To understand how this innocuous way of relating to other people can lead to risky behavior, Arroyo lays out certain conditioning factors. “Social networks reward the most extreme content, because they work on dynamics where this kind of content allows them to attract more attention. The prize for taking a very risky selfie is social standing and this gives you a rush of adrenalin for every ‘like’ that you receive. This in turn leads some people who need this social validation to look for new ways to test the limits and seek further reward, and that is where people’s capacity to weigh if the reward is worth the risk or not lies.”

Psychiatrist Enrique García Bernardo places the increase in selfie deaths within a global phenomenon in which social networks have played an important part. “These images have become a quick way to obtain immediate, easy and superficial recognition. What counts most are followers and ‘likes,’ not the achievement itself.

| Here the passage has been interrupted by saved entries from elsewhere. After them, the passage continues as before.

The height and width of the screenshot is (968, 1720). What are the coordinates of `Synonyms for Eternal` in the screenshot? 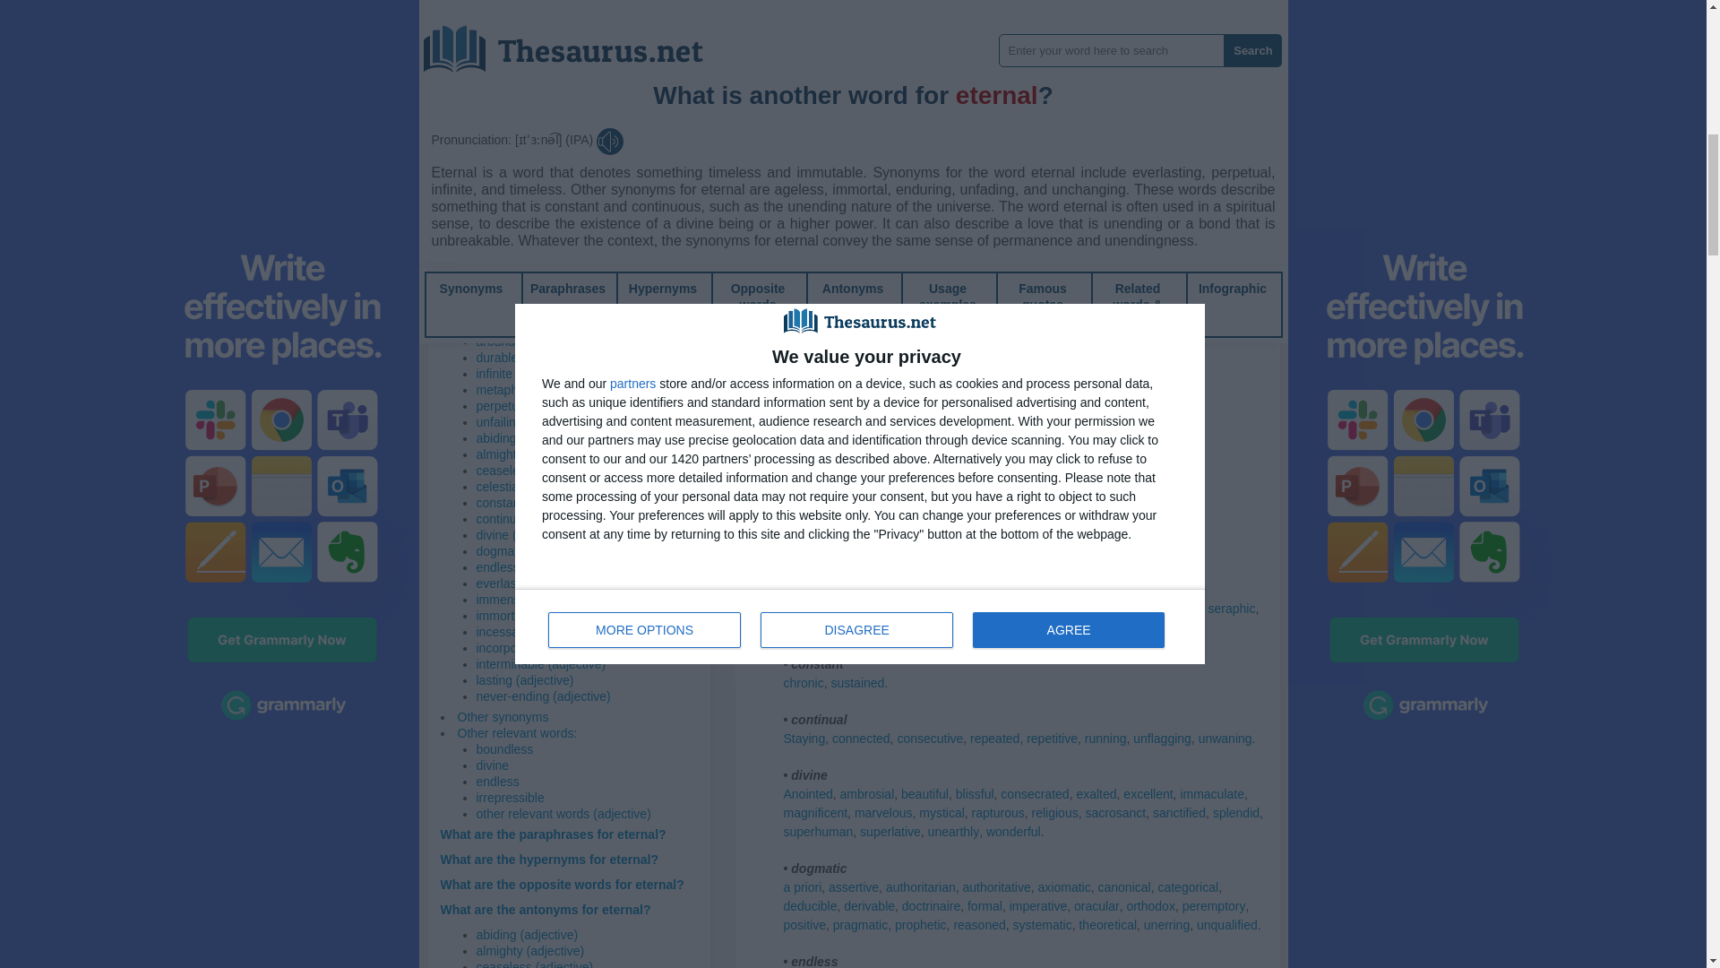 It's located at (804, 88).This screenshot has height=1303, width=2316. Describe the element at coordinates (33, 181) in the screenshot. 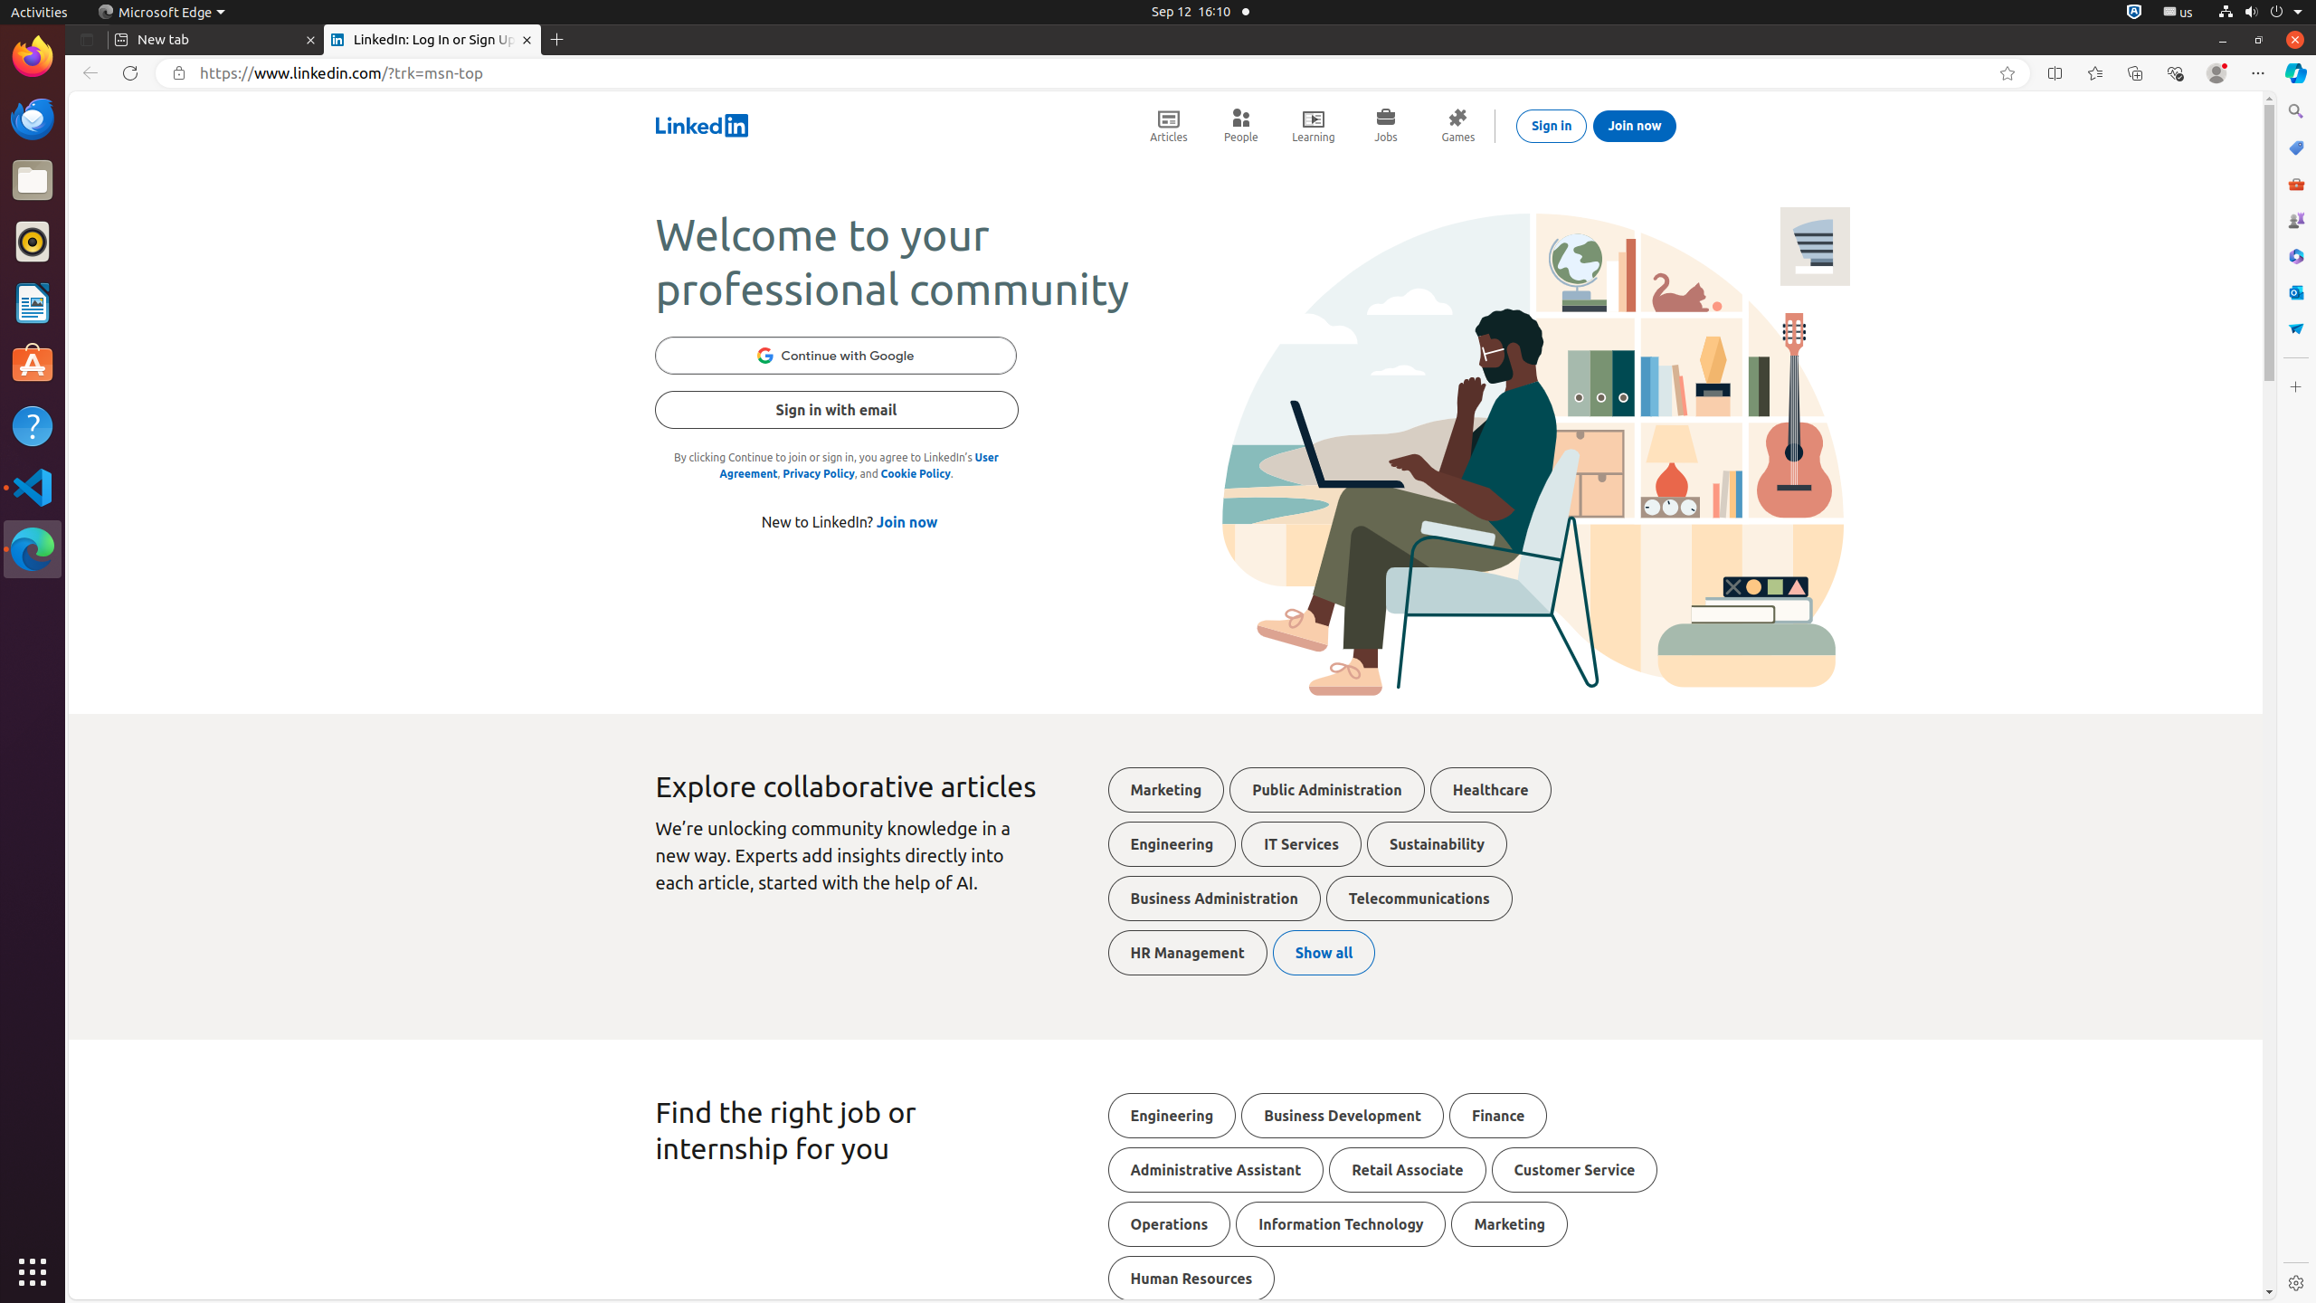

I see `Files` at that location.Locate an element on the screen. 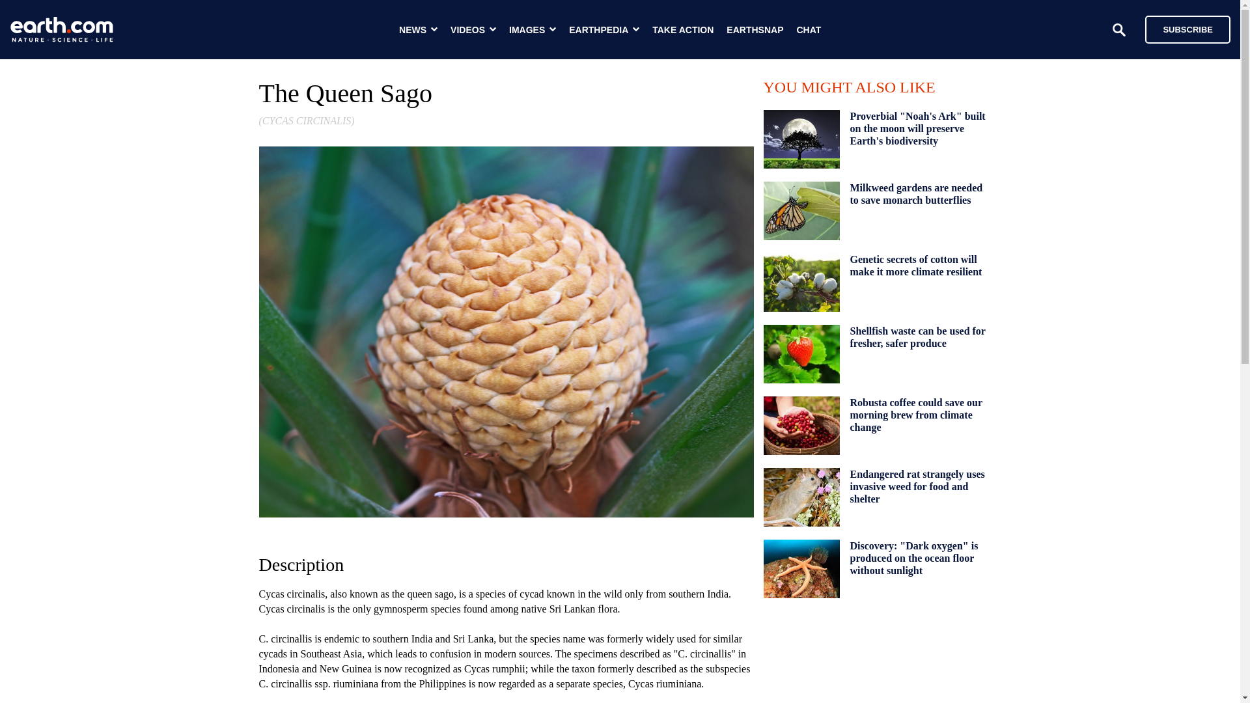  Shellfish waste can be used for fresher, safer produce is located at coordinates (918, 337).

It is a social mechanism for reassertion that has become more widespread in recent years. Taking this into account, some people are more inclined to engage in risky behavior. According to the temperament-related categories defined by [American psychiatrist] Robert Cloninger, it is these people who tend to seek new thrills and whose behavior is less conditioned toward the avoidance of harm.”

Taking the most dangerous selfie is not the only risk that some people are willing to assume. Gigi Wu, a Taiwanese climber, gained fame for her hobby of scaling mountains in a bikini and taking pictures on often snow-covered summits in a series of striking poses. She died in 2019 when she fell into a ravine, although it wasn’t the fall that killed her. She suffered injuries to both legs and was unable to move, but she did manage to call the emergency services. By the time rescuers found her though, she had died of hypothermia because of a lack of proper cold-weather clothing.